OKT Food Justice Series: Food Justice, Food Workers and a Living Wage

stop-supersizing-povertyThis is the fifth  in a series of weekly posts highlighting OKT’s Food Justice series. You can download series handouts here for free.

In May 2014, the Michigan Legislature passed a bill increasing Michigan’s minimum wage to $9.25 an hour by 2018.

Most likely, this decision was made to undercut the Democratic Party’s statewide ballot initiative to raise the minimum wage to $10.10 an hour. While, raising the minimum wage is a step in the right direction, it ignores the larger issue of a living wage, especially as it relates to workers in the food industry.

A Living Wage is different than a minimum wage. It takes inflation into account inflation and addresses what an individual actually needs to earn in order to live in the current economy. Many organizers around the country are calling $15 an hour a Living Wage and have won campaigns to get such an hourly wage passed.

These $15 an hour campaigns are mostly being organized by workers in the food industry, restaurant workers, those in retail and the fast food industry. These food industry workers have been among the most exploited in the US in recent decades. They are challenging a system that has made billions in profits by paying low wages.

jrw-farmworker-1Almost all workers in the food industry earn an unjust wage—from migrant workers and those working in food processing plants to grocery store clerks and people in restaurants, institutional food cafeterias and fast food chains. In both the restaurant and agriculture industries, minimum wage laws do not apply. Migrant workers are at the mercy of whatever farm owners want to pay them; people working for tips in restaurants have a whole different minimum wage standard applied to them.

For instance, the minimum wage for tip workers in Michigan is $2.65 an hour. The 2014 minimum wage law would increase that to a meager $3.52 by 2018. Imagine working for those wages and relying on the generosity of the general public—especially when larger numbers of people in the US are experiencing poverty.

As an organization that promotes and practices food justice, Our Kitchen Table (OKT) supports the efforts of food workers who are organizing to demand a livable wage and better working conditions. Check these out:

OKT knows that more and more people want to eat local, nutritious food that is chemical- and GMO-free. However, it is equally important that we demand that growers, migrant workers, restaurant workers and fast food workers be paid a living wage, have safe working conditions and have the right to organize fellow workers.

taste-233x173When we enter a grocery store, shop at a farmers market, eat at a restaurant or look at food labels, we should ask:

  • How were the workers who provided us with this food treated?
  • What is the wage that these food workers make?
  • Is it a living wage?
  • Do these food workers have the right to organize?
  • Does this food we are about to purchase and eat promote food justice?

OKT recognizes that workers in the food industry need justice as well!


■ **PROBLEM**:
When the line containing "Find the location of a particular element." appears in the data below, begin copying there and stop only after the line containing "Locate an element".

■ **MATERIALS PROVIDED**:
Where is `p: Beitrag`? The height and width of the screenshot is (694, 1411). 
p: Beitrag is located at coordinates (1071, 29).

==

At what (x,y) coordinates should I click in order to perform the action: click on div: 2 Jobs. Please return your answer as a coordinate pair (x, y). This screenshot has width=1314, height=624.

==

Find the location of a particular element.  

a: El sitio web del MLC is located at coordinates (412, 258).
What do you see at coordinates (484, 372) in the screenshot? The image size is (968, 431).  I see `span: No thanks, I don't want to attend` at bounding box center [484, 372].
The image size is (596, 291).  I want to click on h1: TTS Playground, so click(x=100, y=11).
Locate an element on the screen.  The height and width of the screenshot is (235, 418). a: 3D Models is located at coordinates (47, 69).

■ **EXERCISE ANSWER**:
Find the location of a particular element.  

a: El sitio web del MLC is located at coordinates (412, 258).
What do you see at coordinates (484, 372) in the screenshot? The image size is (968, 431).  I see `span: No thanks, I don't want to attend` at bounding box center [484, 372].
The image size is (596, 291).  I want to click on h1: TTS Playground, so click(x=100, y=11).
Locate an element on the screen.  The height and width of the screenshot is (235, 418). a: 3D Models is located at coordinates (47, 69).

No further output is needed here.